Review: Arcadia - at the Festival Theatre, Malvern from Tuesday, April 6 to Saturday, April 12, 2015.

WHEN I joined the 6th Form of my provincial grammar school in the early 1960’s, I had to choose either the Arts or the Science Department. There was no chance whatsoever of taking subjects across the two. You were either ‘Arts’ or ‘Science’, and the two disciplines were considered totally separate from each other.

Tom Stoppard’s challenging, witty, humorous and intricately staged play proves the lie to this orthodoxy, for in Arcadia he shows us the beauty and pattern of Mathematics and the power of Science to awe and disturb our conceptions of truth, time and history.

The English Touring Theatre’s production played to a large, engaged audience at Malvern Forum Theatre last week. Comedy was immediately to the fore, ensuring the relaxed atmosphere so essential for the enjoyment of Stoppard’s drama.

It is never easy to follow the twists and turns of his plot and characterisation.

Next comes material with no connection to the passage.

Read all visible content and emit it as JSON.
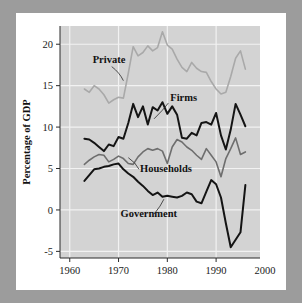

In Arcadia, the complications mainly arise from the inter-twining of action from two sets of characters living in the same country house, separated in time by 200 years.

Blanche McIntyre’s direction allowed the constant flow of scenes from one period to another without pause, but so seamlessly that each was built on the preceding action, commenting upon, and illuminating, what was to follow.

In the early 1800’s, Thomasina, a mathematics prodigy, is being tutored by Septimus Forge, who has invited his close friend and confidant, none other than the infamous Lord Byron (never seen), to join him at his pupil’s home. Septimus becomes embroiled in scandal as he is caught in the ‘carnal embrace’ of another guest’s wife and challenged to a duel as a result.

As the scene shifts to the present day, we are introduced to Hannah, who is researching the history of the house and its garden, and Valentine, who is gathering data from the records of Grouse Hunts there to develop a mathematical theory of population growth. Into their midst, arrives an academic, Bernard Nightingale, who from the records provided by Hannah, proposes what becomes to him the apparent truth that Lord Byron was the one involved in the duel which led to the death of the wronged husband.

You get the picture. As the action of these entirely implausible yet completely logical stories unwind, we are treated to typically Stoppardian discourse upon ‘chaos theory’ and ‘Darwinian Determinism’. Yet there is tenderness and romanticism too, as we see Thomasina develop ground-breaking theories while still retaining the naivety of a young adolescent girl.

The English Touring Theatre is to be congratulated on its policy of introducing young actors to classic theatre, often in their first professional roles. Ed MacArthur is to be specially commended on his portrayal of Valentine who expounded with clarity and passion the power of ‘iterated algorithms’ as revealed in the beauty and pattern of nature.

Dakota Blue Edwards, too, played Thomasina with just the right mixture of precociousness and humour. Her scenes with Septimus (Wilf Scolding) were played with a subtle and touching blend of dignity, love and mutual awareness. Robert Cavanah clearly had a ball as the arrogant, yet buffoonish academic, especially with the rendition of the speech he had prepared to reveal his misguided theory. Flora Montgomery played Hannah with clarity and energy, retaining for herself the one line that reveals Stoppard’s commentary on human existence - ‘It’s wanting to know that makes us matter’.

I have two criticisms of the play. It is half-an-hour too long. After two hours of making my brain work so hard to understand what is going on, and what new mathematical or philosophical theories are being propounded, my mind hurts. After two and a half hours, I simply can’t take anymore.

Secondly, the staging, dominated as it is by the large dining table which remains in place throughout, is too restrictive. Director Blanche McIntyre has most of the action going on behind the table, or characters are sat one end from the other, creating a feeling of distance; all sense of intimacy is lost.

Only at the end, in the most successful scene of the play, when the closeness between Thomasina and Septimus as student and tutor is threatened and disturbed by her developing sexuality, do the characters move to the front, and the audience begins to share the pathos and tenderness of their relationship.

Following the very generous final applause, as the audience left the auditorium, there was a level of engaged conversation such that I have never before experienced in Malvern. I overheard discussions on the nature of chaos theory, as well as on the mathematics of patterns in nature.

Some were heard to say they had understood little of what was going on, but that I suppose is what Stoppard’s play are all about. Whatever happens, they make you think; even if it hurts.